I remembered  Lone’s dream map of an ‘independent state of Jammu and Kashmir’ a couple of days back after once again diplomatic row started between New Delhi and Islamabad over the map of the State. On May 4, 2016, the Ministry of Home Affairs Government of India released a draft of “the Geospatial Information Regulation Bill, 2016.” The Bill among other things suggests that anyone distributing a map the Indian government deems to be “wrong,” could be liable for a billion-rupee fine and jail time. Through the passage of this Bill, the government would be able to penalise individuals and organisations “depicting Jammu and Kashmir as a disputed territory as per the    UNSC resolutions.”  New Delhi’s sensitiveness about Kashmir map despite its commitment to holding a referendum in the state being part of the provisional accession and same   reiterated at page 2-3 of the White Paper on Jammu and Kashmir, Government of India published in February 1948, started after 1957, when it went back on its commitment. History is replete with instances of New Delhi banning books and magazines containing maps showing J&K as disputed state. Or, the customs department paste white papers on these maps before allowing them entry into India. The latest in the row was last year when it took news channel Al Jazeera off the air for nearly a week. Currently, the 2005 National Map Policy governs publishing of maps in India, and it has no punitive clause.

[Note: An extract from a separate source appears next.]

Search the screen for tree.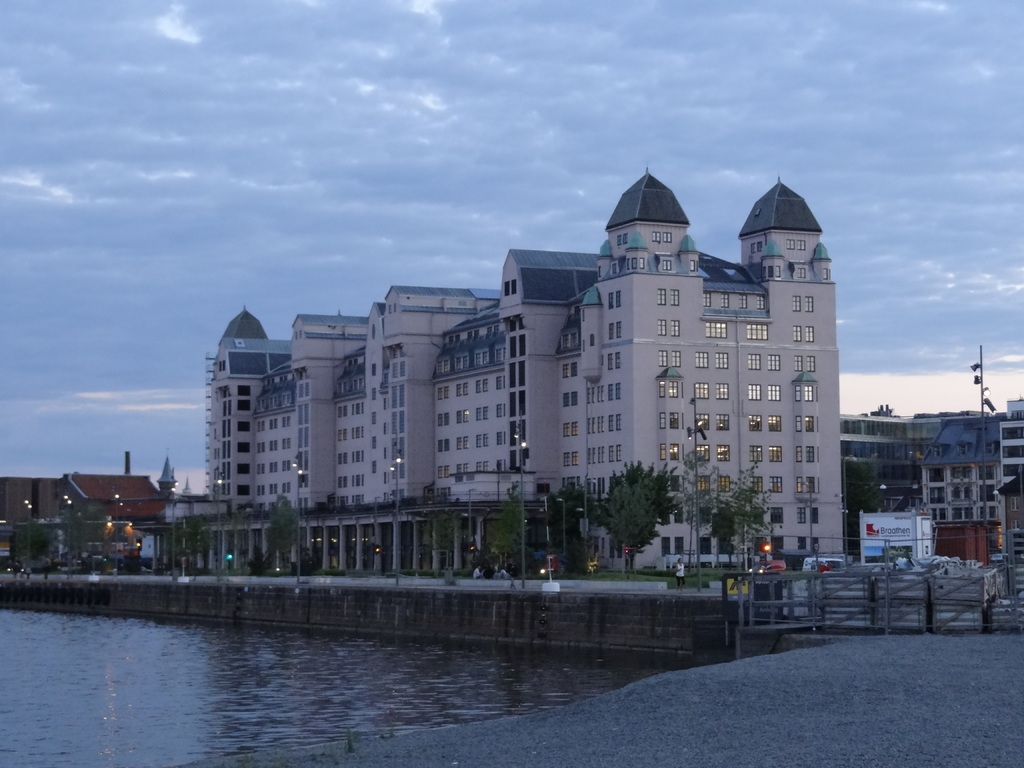
Found at <bbox>271, 498, 309, 570</bbox>.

Tt is for the first time in the history of Kashmir problem that the proposed law about the maps has turned into a war of attrition between the two countries. It has provided another opportunity to Islamabad to knock at the doors of the UN. Ambassador Maleeha Lodhi, Pakistan’s permanent representative to the United Nations, sent a letter to Secretary-General and President of the United Nations. In her letter circulated as an “official document” by the UN  the Pakistan representative criticizing the bill and India showing the state as its integral part the Ambassador called upon the “The international community to honour its responsibility to the people of Jammu and Kashmir  by holding an independent and impartial plebiscite under UN auspices.” New Delhi took a serious exception to the letter and challenged Pakistan locus standi. It not only told Islamabad to “mind its own business” but also took the debate further asking China to stop its works in AJK as it was part of India. Thus, it moved beyond the favoured bilateralism and gave it the regional dimension. The important question that calls for an answer is where this diplomatic row over the map bill will lead to.  Ostensibly, it seems that the two countries are moving away from the bilateral dialogue back to the January 1948 situation.